Daily Local News (West Chester, PA)

S. Korea proposes UN probe over sanctions claims

- By Tong-Hyung Kim

SEOUL, SOUTH KOREA >> South Korea said Friday it wants an investigat­ion by the United Nations or another internatio­nal body as it continues to reject Japanese claims that Seoul could not be trusted to faithfully implement sanctions against North Korea.

Kim You-geun, deputy director of South Korea’s presidenti­al national security office, said South Korea has been thoroughly implementi­ng U.N. sanctions against North Korea over its nuclear weapons program. He demanded that Japan provide evidence for claims made by Prime Minister Shinzo Abe and his conservati­ve aides that there may have been illegal transfers of sensitive materials from South Korea to North Korea.

Tokyo last week tightened the approval process for Japanese shipments of photoresis­ts and other sensitive materials to South Korea, saying such materials can be exported only to trustworth­y trading partners. The move, which could potentiall­y hurt South Korean technology companies that manufactur­e semiconduc­tors and display screens used in TVs and smartphone­s, has triggered a full-blown diplomatic dispute between the countries that further soured relations long troubled over Japan’s brutal colonial rule of Korea before the end of World War II.

Kim said the Seoul government proposes Japan accept an inquiry by the U.N. or another internatio­nal body over the export controls of both countries to end “needless arguments” and to clearly prove whether the Japanese claims are true or not.

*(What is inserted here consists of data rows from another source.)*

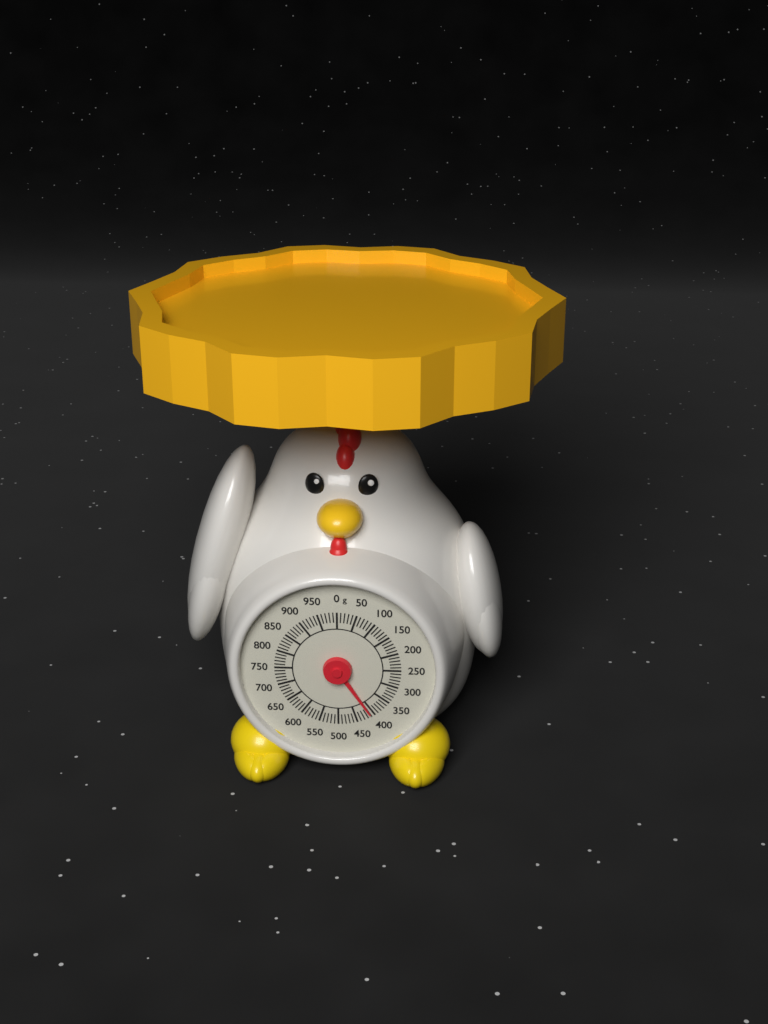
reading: 410 g
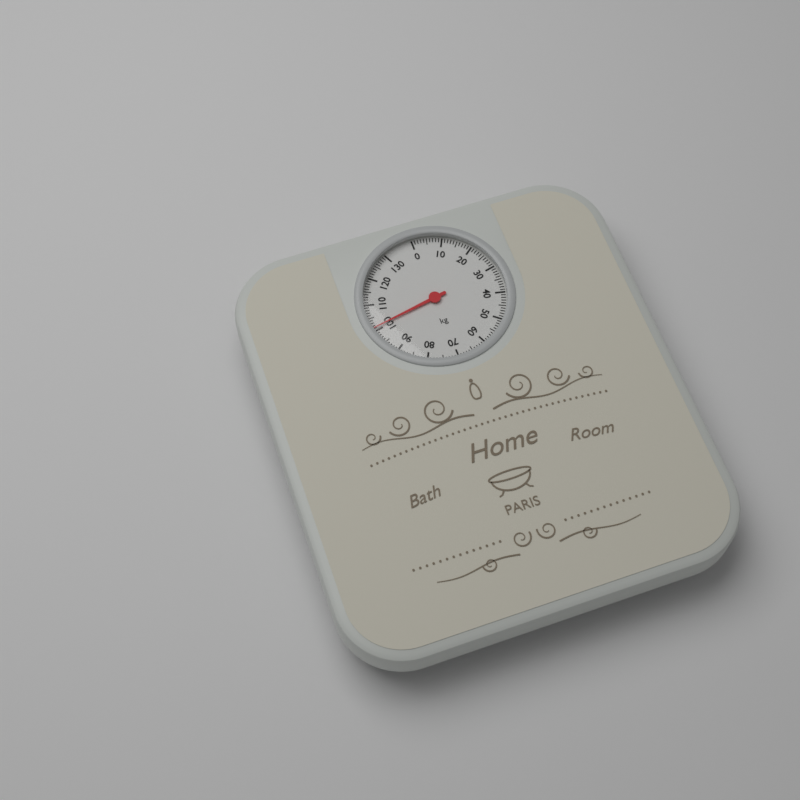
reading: 101 kg
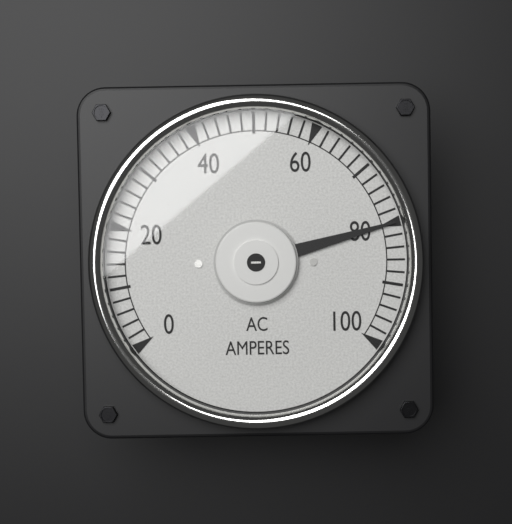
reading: 80 A
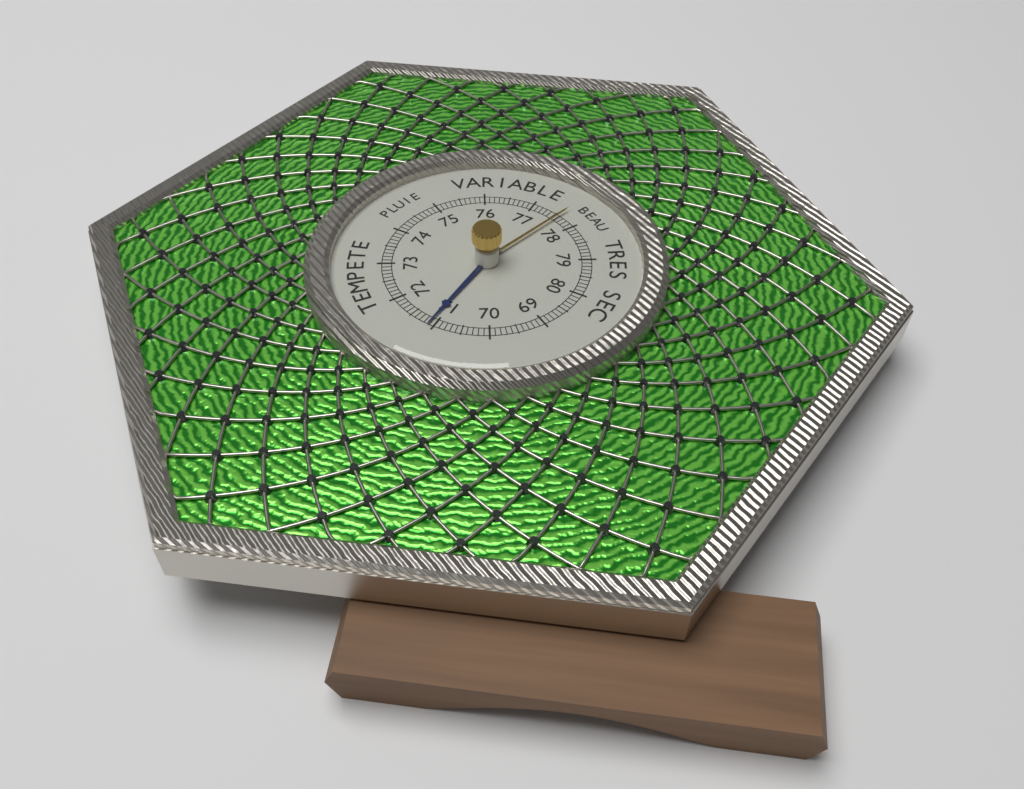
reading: 71.1 (no unit)
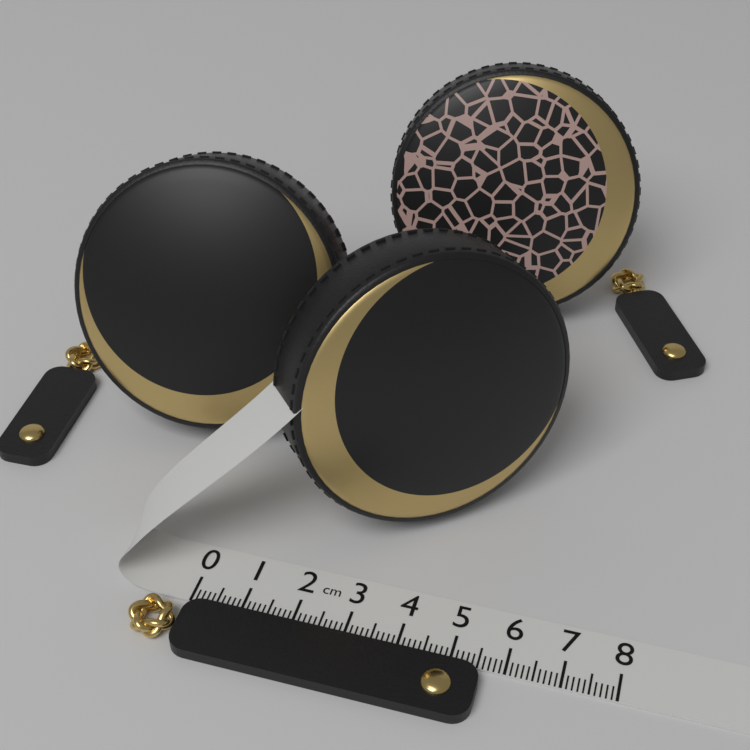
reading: 5.6 cm
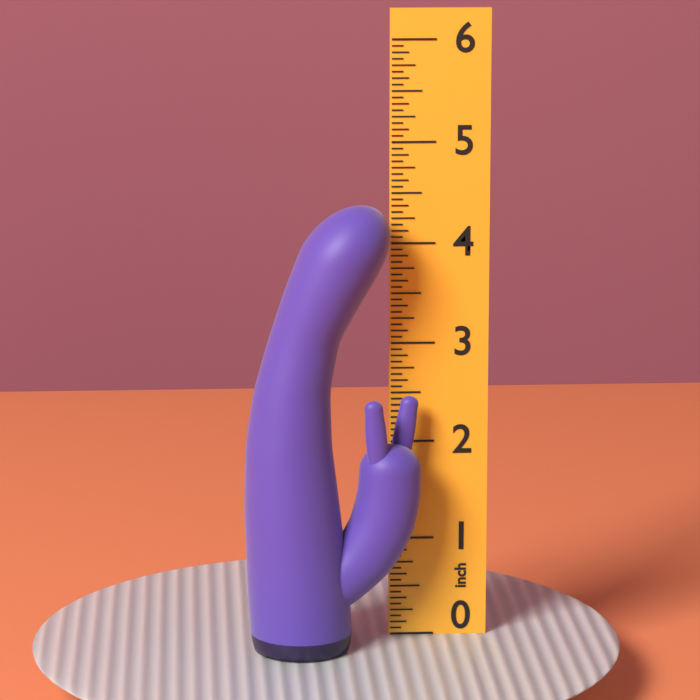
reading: 4.4375 inch
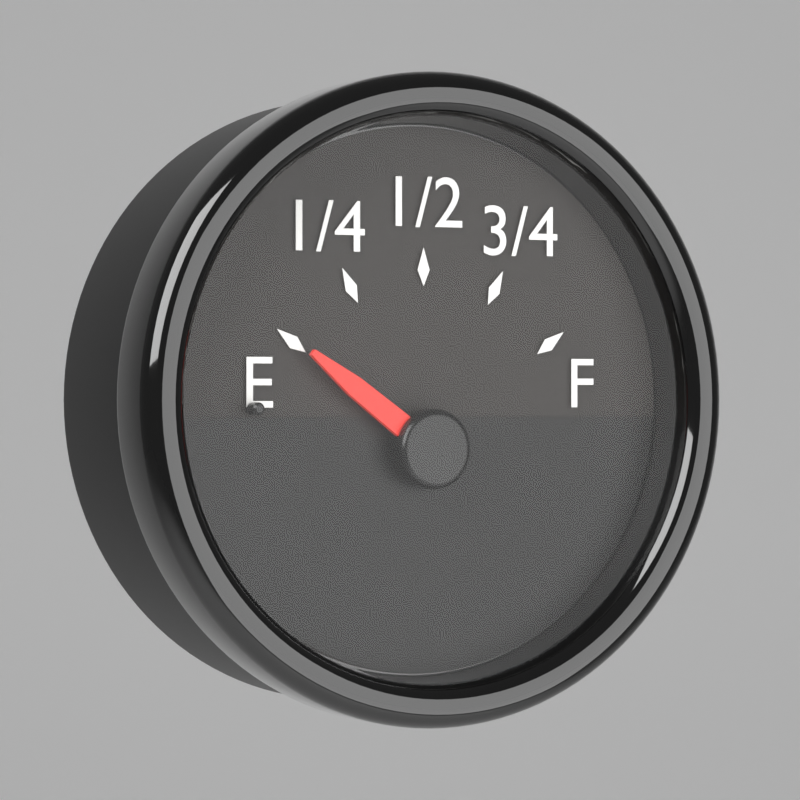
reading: 0.00 (no unit)
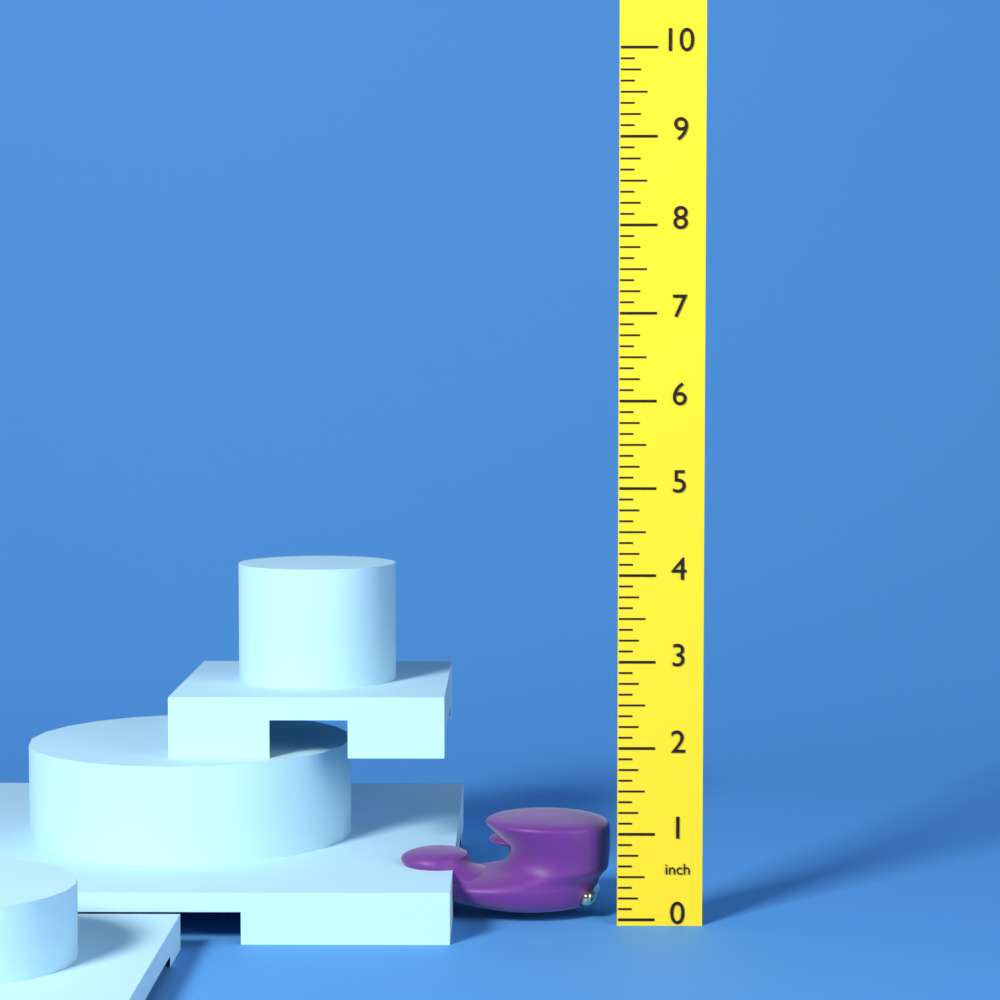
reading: 1.125 inch
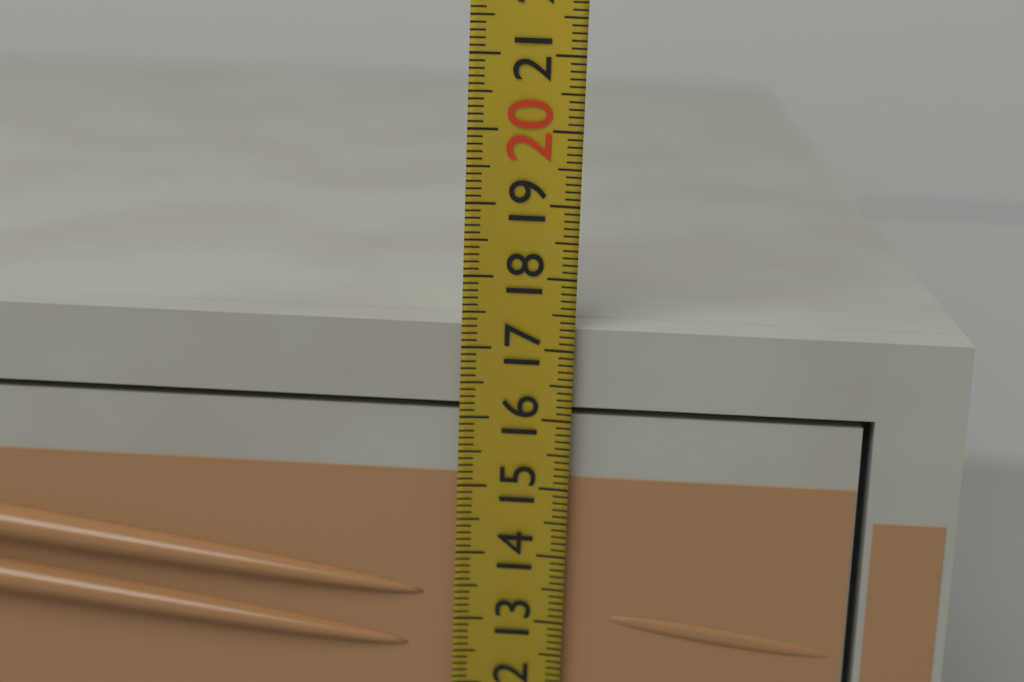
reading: 17.3 (no unit)
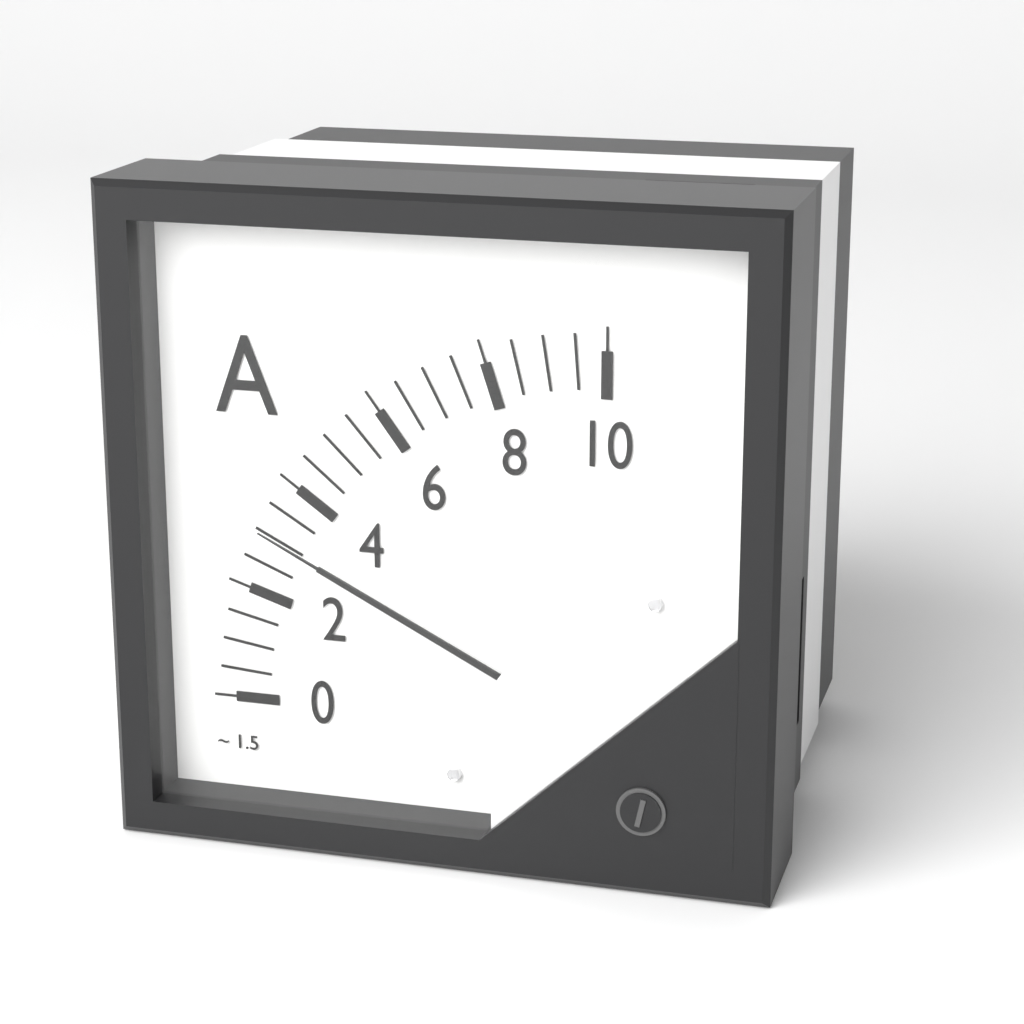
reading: 3.0 A
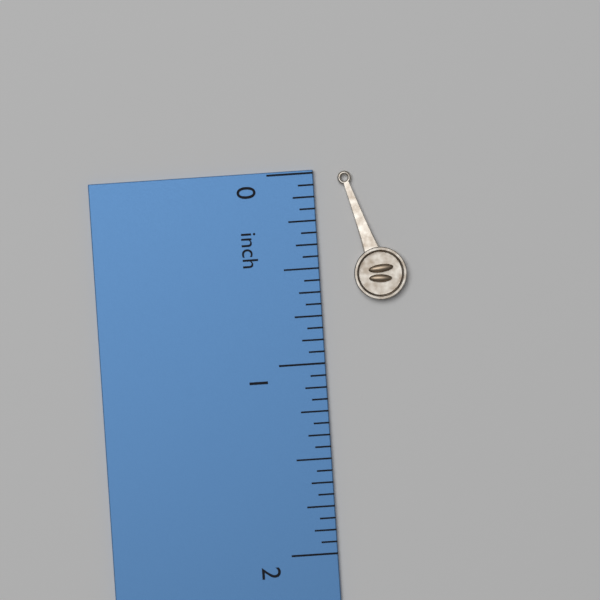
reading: 0.6875 inch
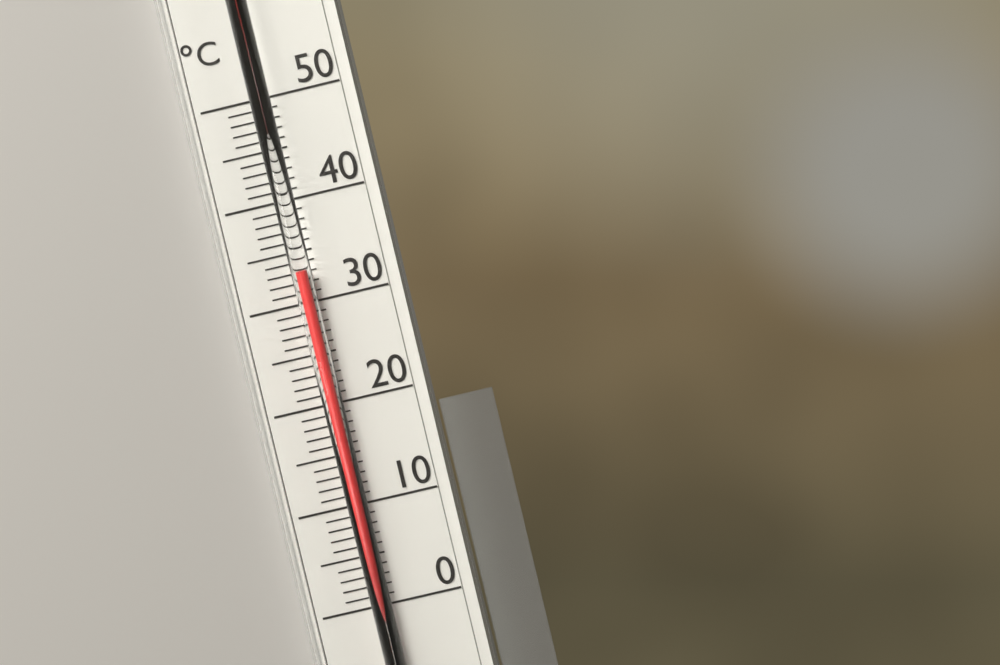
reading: 33 °C
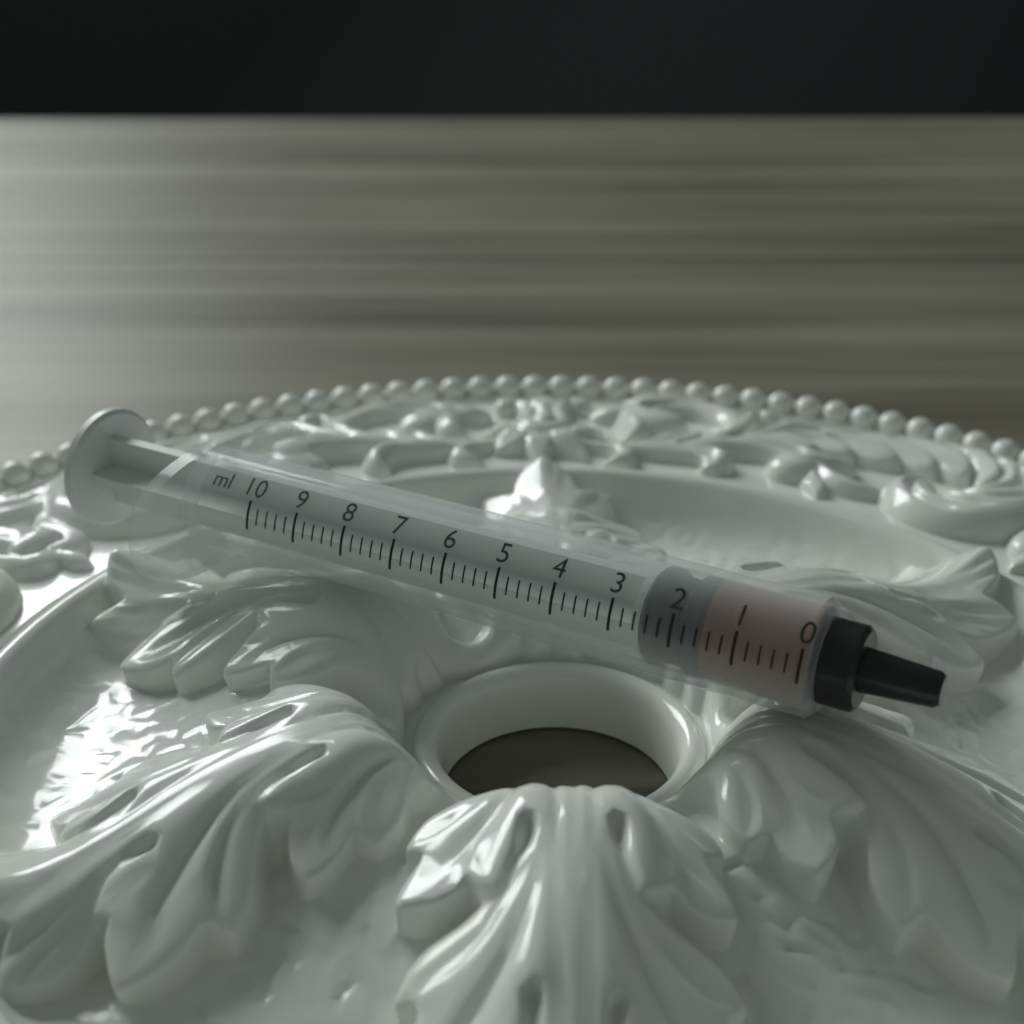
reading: 1.6 ml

He said South Korea has been imposing stringent export controls on arms and sensitive materials that can be used for both civilian and military purposes as a signatory of major internatio­nal pacts that govern such transactio­ns.

“If the result of the investigat­ion reveals that our government did something wrong, our government will apologize for it and immediatel­y apply measures to correct it,” said Kim, reading a prepared statement on live TV.

“If the result shows that our government has done nothing wrong, the Japanese government should not only apologize but also immediatel­y withdraw the exports restrictio­ns that have the characteri­stics of a (political) retaliatio­n. There also should be a thorough investigat­ion on (any) Japanese violation,” he said.

South Korea, an exportdepe­ndent economy that is the world’s biggest supplier of computer chips and displays, sees the Japanese trade curbs as retaliatio­n for South Korean court rulings that ordered Japanese firms to compensate aging South Korean plaintiffs for forced labor during World War II.